The United States cannot battle its economic crisis by simply trying to go back to its old ways of spending too much and saving too little, two Nobel prize-winning economists said on Friday. Jeffrey Sachs, director of the Earth Institute at Columbia University in New York, said a $40 trillion loss in global wealth, a reflection of declines in stock prices and home values, would not easily be reversed.
"The scale and drama and rapidity is extraordinary," Sachs said at a panel at Columbia. "We're not likely to be sending demand and consumption back up. Fixing the banks is not really the key to unlocking the demand side." Joseph Stiglitz, a former chief economist of the International Monetary Fund and a professor at Columbia, said in a separate panel that the banking sector has shown itself to be a detriment to society rather than a positive driving force.
The world economy is in the grips of a crisis that shows few signs of abating, and which most analysts consider to be the most severe shock since the Great Depression of the 1930s.
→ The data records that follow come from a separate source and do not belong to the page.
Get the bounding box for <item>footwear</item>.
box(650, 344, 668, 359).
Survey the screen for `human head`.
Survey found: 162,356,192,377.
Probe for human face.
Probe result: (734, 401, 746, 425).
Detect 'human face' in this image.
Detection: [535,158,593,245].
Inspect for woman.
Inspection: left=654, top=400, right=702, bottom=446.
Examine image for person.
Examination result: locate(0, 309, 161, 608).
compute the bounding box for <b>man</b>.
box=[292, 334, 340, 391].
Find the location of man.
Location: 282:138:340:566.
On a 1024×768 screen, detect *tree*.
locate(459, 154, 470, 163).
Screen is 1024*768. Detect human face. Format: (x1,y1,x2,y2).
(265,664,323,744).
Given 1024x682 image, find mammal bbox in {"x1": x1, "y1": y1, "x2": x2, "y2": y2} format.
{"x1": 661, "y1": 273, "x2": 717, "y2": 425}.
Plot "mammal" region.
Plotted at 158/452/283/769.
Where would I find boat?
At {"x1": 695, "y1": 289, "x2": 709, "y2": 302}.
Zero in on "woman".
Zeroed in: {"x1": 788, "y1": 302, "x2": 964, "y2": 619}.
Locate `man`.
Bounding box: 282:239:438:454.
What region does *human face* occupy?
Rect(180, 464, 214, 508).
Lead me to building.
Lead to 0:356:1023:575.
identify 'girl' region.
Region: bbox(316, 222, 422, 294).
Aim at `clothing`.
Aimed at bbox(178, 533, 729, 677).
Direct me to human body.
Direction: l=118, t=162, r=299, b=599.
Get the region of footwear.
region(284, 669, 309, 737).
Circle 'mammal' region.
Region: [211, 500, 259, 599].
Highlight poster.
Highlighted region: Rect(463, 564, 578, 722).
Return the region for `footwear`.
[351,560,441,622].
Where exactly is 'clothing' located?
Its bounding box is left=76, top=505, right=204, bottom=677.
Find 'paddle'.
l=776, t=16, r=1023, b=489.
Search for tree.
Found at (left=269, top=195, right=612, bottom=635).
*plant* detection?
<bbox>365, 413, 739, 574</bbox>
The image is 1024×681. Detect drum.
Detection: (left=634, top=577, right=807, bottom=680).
Stiglitz said that, under the guise of innovation, banks discovered new ways of taking risks that brought few benefits to most people and are now threaten the entire global economy.
"They not only didn't innovate, they actually resisted innovations that were important," Stiglitz said. "It was heads I win, tails you lose. And you lost." He argued that talk of increasing transparency is actually an effort to divert attention from the real issue: financial complexity designed to pad profits and hide them from the eyes of regulators.
He suggested that, to date, efforts to simply pump money into banks have been a fool's errand. "Think of what we could do if we had spent $700 billion in a new, good bank." Talk about moving toxic assets off bank balance sheets is also misguided, Stiglitz said.
"Moving things around doesn't actually create value." With this in mind, Sachs said that rather than trying glue back together a broken financial financial system, policy-makers should focus on a long-term vision that includes productive investments in transportation and energy infrastructure. "We ought to be thinking about how to get the saving into future oriented development, not to recreate the bubble," Sachs said.